The collection at the Morris Museum includes paintings, sculptures, photography, works on paper, crafts, and mixed media art.
The fine art collection is particularly focused on 19th- and 20th- century European and American painting and sculpture. Highlights include Frederick MacMonnies bronze sculpture, Pan of Rohallion (1890), an idyllic Pastoral Landscape by Richard Wilson, and works by American landscape painters who worked in New Jersey, including Thomas Moran and Charles Warren Eaton.
The decorative arts collection includes historic and contemporary ceramics, glass, silver, and furniture, both handmade and manufactured in the United States, Europe, and Asia. The Museum’s extensive costume collection contains clothing and accessories for men, women, and children dating from the mid-1700s through modern times, and the textile collection holds both American and international examples.
In 2003, the Museum was awarded the Murtogh D. Guinness Collection, one of the world’s most important collections of mechanical musical instruments and automata (robotic figures of animals and people). This collection further enhances the Morris Museum’s role as a major cultural center and travel destination for the arts, sciences and humanities. This 750-object collection reflects innovative technology, exquisite craftsmanship, compelling sound and important cultural heritage. In recognition of what is the Museum’s most renowned collection, the Museum launched a major capital expansion project that resulted in a 5,000 square foot gallery devoted to showcasing the history of mechanical music and automata, a grand Entrance Pavilion, and a sky-lighted Court and expanded upper galleries.
Today, the Morris Museum is the second largest museum in New Jersey, and it is the only museum in New Jersey with a professional theater that produces and presents professional stage and concert productions.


Task requirements: Return every line of the listing that includes the string "auto".
*** Input data ***
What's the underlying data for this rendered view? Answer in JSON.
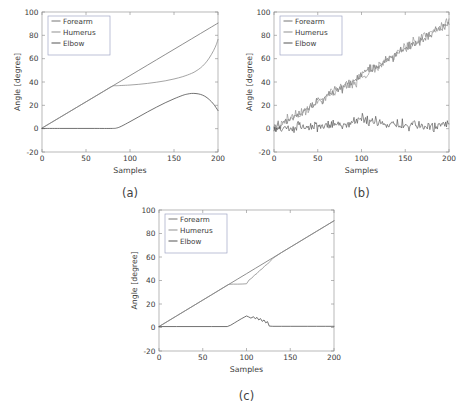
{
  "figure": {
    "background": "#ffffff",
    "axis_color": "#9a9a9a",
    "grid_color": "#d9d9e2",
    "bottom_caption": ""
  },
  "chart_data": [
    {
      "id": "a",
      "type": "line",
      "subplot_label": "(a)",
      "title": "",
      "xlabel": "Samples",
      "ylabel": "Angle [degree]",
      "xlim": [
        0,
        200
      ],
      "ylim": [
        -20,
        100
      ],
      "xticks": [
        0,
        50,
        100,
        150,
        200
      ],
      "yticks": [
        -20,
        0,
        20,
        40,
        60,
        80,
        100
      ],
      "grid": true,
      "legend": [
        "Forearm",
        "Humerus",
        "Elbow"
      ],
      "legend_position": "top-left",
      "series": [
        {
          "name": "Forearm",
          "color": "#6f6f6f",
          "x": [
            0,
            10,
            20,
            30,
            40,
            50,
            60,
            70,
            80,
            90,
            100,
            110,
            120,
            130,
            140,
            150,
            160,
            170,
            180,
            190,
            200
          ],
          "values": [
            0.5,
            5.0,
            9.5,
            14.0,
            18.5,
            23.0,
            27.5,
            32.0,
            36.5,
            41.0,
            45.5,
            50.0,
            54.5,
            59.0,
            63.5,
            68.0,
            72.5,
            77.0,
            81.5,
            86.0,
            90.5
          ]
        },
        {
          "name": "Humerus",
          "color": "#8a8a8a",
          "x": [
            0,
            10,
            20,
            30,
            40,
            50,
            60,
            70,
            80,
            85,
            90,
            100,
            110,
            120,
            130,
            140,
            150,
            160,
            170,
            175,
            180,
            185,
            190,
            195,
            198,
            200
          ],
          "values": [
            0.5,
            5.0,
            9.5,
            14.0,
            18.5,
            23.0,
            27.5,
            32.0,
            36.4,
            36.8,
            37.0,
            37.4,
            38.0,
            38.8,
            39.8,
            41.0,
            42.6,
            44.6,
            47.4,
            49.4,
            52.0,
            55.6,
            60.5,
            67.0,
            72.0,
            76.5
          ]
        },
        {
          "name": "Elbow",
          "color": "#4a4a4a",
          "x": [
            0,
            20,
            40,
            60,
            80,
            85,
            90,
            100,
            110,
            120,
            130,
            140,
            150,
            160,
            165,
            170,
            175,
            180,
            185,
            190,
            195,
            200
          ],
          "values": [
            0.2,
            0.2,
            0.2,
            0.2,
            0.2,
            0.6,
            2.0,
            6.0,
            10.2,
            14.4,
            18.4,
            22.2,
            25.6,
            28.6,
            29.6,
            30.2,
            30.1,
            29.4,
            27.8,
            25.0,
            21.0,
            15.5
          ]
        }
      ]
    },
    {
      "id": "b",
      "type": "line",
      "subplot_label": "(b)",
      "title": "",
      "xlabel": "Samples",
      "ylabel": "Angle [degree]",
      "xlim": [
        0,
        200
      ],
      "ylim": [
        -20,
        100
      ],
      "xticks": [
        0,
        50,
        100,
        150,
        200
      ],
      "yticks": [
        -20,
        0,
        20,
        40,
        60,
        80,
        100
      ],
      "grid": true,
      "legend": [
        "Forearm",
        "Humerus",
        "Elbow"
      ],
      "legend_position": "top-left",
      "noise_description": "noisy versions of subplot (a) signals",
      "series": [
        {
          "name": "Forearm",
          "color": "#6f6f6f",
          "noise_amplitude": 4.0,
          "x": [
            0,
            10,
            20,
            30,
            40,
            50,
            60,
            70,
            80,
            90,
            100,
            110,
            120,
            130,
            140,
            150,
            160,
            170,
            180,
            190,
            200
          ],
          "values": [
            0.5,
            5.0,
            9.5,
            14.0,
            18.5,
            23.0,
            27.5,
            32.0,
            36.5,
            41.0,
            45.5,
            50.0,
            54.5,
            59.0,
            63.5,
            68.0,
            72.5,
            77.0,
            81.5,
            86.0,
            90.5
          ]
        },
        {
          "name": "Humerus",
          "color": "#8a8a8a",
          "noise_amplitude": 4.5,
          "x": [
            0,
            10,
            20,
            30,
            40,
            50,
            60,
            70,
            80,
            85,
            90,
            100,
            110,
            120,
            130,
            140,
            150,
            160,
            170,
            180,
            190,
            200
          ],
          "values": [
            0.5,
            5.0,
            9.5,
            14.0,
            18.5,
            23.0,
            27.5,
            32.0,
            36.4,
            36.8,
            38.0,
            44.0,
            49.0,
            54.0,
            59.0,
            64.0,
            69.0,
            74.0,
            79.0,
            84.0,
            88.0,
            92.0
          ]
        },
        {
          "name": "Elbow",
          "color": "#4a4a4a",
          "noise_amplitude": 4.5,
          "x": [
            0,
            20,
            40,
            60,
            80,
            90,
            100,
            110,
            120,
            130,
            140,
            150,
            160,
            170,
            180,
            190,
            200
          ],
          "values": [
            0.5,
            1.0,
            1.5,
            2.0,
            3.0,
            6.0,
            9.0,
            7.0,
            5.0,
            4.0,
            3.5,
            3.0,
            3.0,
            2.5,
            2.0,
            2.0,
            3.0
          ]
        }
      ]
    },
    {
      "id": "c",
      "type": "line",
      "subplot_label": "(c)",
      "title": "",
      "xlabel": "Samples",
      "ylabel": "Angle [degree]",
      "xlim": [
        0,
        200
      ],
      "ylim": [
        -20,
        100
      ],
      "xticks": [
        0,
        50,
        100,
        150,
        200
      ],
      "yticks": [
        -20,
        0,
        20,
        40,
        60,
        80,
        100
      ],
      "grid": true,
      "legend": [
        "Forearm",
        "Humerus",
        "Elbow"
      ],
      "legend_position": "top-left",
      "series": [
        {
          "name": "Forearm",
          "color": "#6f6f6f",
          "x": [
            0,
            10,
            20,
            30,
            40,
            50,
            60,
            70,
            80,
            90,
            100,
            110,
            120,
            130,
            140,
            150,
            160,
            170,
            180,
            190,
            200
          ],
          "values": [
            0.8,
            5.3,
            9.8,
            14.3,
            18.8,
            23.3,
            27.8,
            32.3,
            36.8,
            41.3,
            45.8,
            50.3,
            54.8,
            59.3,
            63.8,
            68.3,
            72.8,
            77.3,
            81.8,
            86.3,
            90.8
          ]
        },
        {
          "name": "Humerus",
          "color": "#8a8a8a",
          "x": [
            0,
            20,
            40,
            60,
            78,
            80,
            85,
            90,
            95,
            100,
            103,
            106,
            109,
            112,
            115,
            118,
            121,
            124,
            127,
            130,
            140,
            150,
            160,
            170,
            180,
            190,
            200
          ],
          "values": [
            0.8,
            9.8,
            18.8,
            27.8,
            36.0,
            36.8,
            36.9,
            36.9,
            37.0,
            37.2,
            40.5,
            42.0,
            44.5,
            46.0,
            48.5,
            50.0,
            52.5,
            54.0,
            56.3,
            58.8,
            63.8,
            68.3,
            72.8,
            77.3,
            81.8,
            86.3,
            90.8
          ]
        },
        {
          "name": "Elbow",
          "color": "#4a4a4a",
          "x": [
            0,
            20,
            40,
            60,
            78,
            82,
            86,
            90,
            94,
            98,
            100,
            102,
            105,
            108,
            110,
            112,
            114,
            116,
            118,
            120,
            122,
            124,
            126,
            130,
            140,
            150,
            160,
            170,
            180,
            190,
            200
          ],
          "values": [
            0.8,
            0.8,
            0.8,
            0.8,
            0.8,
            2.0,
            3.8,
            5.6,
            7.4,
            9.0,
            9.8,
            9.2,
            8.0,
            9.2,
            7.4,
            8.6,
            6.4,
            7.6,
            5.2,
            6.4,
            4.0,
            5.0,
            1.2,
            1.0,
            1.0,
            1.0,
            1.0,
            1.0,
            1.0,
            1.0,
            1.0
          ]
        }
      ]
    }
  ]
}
***
*** Input data ***
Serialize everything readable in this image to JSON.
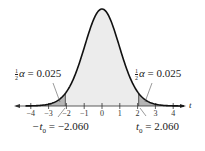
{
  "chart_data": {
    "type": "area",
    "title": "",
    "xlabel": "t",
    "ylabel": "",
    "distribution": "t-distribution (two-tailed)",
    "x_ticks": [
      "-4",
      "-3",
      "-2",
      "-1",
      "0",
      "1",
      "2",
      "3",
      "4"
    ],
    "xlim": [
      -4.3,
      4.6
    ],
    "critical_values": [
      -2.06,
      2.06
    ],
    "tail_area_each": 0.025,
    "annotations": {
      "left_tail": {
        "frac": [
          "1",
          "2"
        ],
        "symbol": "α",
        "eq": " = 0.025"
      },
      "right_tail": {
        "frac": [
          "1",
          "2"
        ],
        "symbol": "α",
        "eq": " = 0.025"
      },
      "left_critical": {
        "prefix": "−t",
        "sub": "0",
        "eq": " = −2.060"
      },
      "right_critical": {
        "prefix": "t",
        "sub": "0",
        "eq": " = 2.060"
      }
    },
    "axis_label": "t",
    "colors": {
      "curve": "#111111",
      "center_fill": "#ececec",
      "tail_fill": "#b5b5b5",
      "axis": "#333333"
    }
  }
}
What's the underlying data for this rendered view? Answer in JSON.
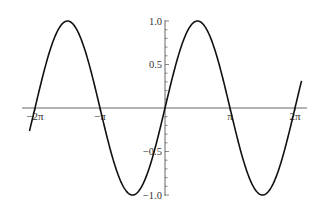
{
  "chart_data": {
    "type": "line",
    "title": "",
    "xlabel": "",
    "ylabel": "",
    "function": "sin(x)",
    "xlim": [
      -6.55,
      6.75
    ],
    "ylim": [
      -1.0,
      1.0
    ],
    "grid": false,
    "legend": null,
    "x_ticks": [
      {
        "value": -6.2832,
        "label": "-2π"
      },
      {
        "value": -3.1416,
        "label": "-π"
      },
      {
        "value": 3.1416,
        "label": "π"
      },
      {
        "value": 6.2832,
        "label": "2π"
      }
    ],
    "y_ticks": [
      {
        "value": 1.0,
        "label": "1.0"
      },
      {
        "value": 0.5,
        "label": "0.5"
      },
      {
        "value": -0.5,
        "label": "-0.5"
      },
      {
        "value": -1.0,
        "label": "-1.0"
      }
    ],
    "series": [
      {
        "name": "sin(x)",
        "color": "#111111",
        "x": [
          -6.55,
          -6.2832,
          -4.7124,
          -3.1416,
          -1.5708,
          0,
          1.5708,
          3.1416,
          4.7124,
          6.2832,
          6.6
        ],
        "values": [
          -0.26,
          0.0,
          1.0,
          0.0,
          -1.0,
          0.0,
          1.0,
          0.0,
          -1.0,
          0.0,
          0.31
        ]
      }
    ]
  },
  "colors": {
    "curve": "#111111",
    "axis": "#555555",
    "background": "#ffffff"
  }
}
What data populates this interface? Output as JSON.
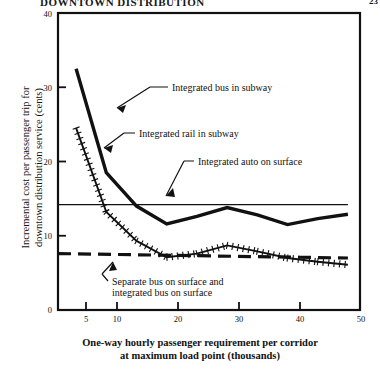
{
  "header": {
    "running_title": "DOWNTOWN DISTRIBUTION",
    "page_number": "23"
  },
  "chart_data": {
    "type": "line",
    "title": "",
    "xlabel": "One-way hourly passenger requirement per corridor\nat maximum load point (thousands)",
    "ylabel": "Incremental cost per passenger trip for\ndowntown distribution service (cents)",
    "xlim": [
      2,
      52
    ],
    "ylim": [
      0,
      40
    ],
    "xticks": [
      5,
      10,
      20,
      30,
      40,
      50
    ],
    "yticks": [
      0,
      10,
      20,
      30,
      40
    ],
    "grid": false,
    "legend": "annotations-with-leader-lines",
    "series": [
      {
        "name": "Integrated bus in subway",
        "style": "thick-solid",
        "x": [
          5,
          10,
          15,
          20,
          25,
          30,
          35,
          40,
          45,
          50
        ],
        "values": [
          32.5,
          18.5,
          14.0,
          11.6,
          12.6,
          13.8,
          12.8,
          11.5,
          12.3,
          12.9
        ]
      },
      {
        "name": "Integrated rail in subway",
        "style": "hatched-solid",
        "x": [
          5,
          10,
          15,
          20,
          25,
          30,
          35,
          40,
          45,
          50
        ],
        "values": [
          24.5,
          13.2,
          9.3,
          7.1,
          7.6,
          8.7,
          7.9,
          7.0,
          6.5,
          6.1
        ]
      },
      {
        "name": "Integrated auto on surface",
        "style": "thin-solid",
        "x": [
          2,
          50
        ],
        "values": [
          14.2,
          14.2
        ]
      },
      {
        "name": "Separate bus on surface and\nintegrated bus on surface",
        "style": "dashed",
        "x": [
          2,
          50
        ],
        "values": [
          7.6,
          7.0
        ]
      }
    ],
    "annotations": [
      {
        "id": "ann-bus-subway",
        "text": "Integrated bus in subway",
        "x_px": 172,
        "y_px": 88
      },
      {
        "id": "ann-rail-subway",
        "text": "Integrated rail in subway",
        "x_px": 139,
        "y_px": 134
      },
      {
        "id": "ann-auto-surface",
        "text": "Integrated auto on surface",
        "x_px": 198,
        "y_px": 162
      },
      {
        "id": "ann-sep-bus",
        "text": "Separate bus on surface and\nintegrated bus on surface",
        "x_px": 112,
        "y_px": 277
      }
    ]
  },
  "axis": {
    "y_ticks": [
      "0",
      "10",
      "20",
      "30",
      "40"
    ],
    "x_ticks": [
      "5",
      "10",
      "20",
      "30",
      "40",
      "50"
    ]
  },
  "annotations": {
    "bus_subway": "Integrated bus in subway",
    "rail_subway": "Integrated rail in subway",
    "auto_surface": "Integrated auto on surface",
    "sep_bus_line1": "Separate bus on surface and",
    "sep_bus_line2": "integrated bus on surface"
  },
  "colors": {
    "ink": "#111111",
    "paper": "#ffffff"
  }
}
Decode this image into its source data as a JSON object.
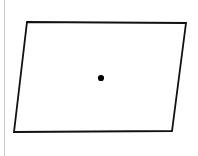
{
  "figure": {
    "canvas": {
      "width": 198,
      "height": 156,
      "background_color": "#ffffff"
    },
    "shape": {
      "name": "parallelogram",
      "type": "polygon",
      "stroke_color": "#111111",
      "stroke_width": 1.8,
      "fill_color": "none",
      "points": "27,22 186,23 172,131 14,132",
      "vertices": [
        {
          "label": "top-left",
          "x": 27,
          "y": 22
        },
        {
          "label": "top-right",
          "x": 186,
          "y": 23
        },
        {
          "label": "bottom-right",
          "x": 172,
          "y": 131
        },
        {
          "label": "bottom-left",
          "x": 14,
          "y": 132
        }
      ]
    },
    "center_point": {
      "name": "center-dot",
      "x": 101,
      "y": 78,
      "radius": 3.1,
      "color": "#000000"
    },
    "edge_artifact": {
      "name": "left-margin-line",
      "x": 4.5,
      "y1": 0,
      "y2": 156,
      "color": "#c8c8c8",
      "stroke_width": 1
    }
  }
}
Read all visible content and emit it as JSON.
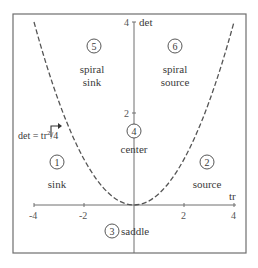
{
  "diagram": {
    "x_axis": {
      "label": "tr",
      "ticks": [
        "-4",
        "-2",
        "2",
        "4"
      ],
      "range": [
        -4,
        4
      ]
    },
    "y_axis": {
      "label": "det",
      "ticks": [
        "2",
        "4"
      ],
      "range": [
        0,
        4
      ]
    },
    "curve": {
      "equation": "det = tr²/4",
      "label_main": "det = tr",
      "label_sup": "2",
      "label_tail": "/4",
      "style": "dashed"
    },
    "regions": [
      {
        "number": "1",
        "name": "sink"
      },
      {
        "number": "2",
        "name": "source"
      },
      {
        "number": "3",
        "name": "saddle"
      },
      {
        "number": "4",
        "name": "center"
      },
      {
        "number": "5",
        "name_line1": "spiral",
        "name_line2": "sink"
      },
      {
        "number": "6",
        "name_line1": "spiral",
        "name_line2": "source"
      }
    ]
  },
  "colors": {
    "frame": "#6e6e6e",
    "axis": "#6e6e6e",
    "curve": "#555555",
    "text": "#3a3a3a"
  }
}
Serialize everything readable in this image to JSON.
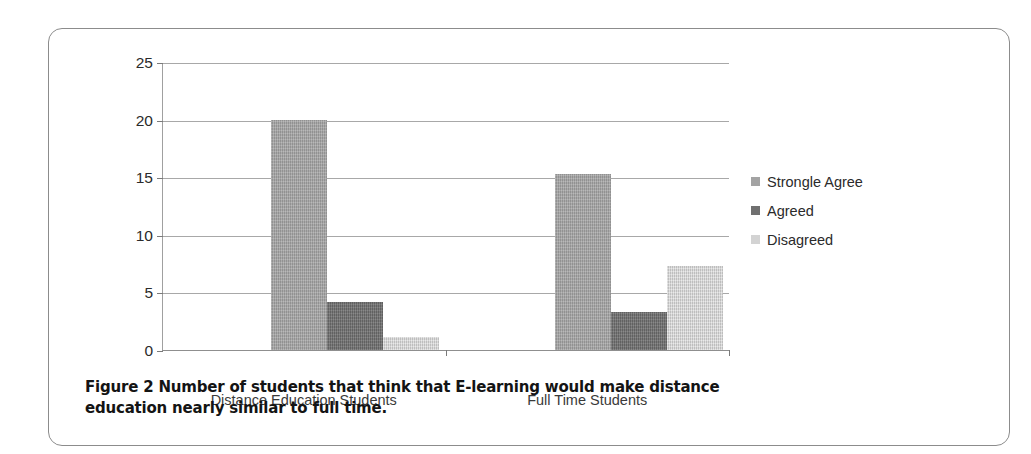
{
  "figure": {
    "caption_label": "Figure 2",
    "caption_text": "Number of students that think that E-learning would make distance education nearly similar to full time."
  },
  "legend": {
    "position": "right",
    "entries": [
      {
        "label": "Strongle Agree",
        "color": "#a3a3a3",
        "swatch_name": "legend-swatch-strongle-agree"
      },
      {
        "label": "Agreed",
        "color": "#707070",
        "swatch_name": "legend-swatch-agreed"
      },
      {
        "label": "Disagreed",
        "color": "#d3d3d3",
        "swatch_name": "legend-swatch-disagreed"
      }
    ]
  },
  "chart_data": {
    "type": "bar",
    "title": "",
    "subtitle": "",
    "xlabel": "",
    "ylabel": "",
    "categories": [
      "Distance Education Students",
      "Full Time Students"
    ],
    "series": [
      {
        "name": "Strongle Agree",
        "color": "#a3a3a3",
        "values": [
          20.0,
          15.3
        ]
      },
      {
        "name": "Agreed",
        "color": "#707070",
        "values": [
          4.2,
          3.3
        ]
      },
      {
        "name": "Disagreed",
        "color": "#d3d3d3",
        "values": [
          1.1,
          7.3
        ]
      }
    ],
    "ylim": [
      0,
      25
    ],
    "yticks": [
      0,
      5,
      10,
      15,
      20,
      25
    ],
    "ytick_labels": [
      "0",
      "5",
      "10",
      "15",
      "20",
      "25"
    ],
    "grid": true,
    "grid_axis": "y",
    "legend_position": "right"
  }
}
***
Answer to the problem:
        "name": "Integrated auto on surface",
        "id": "ann-auto-surface",
        "text": "Integrated auto on surface",
    "auto_surface": "Integrated auto on surface",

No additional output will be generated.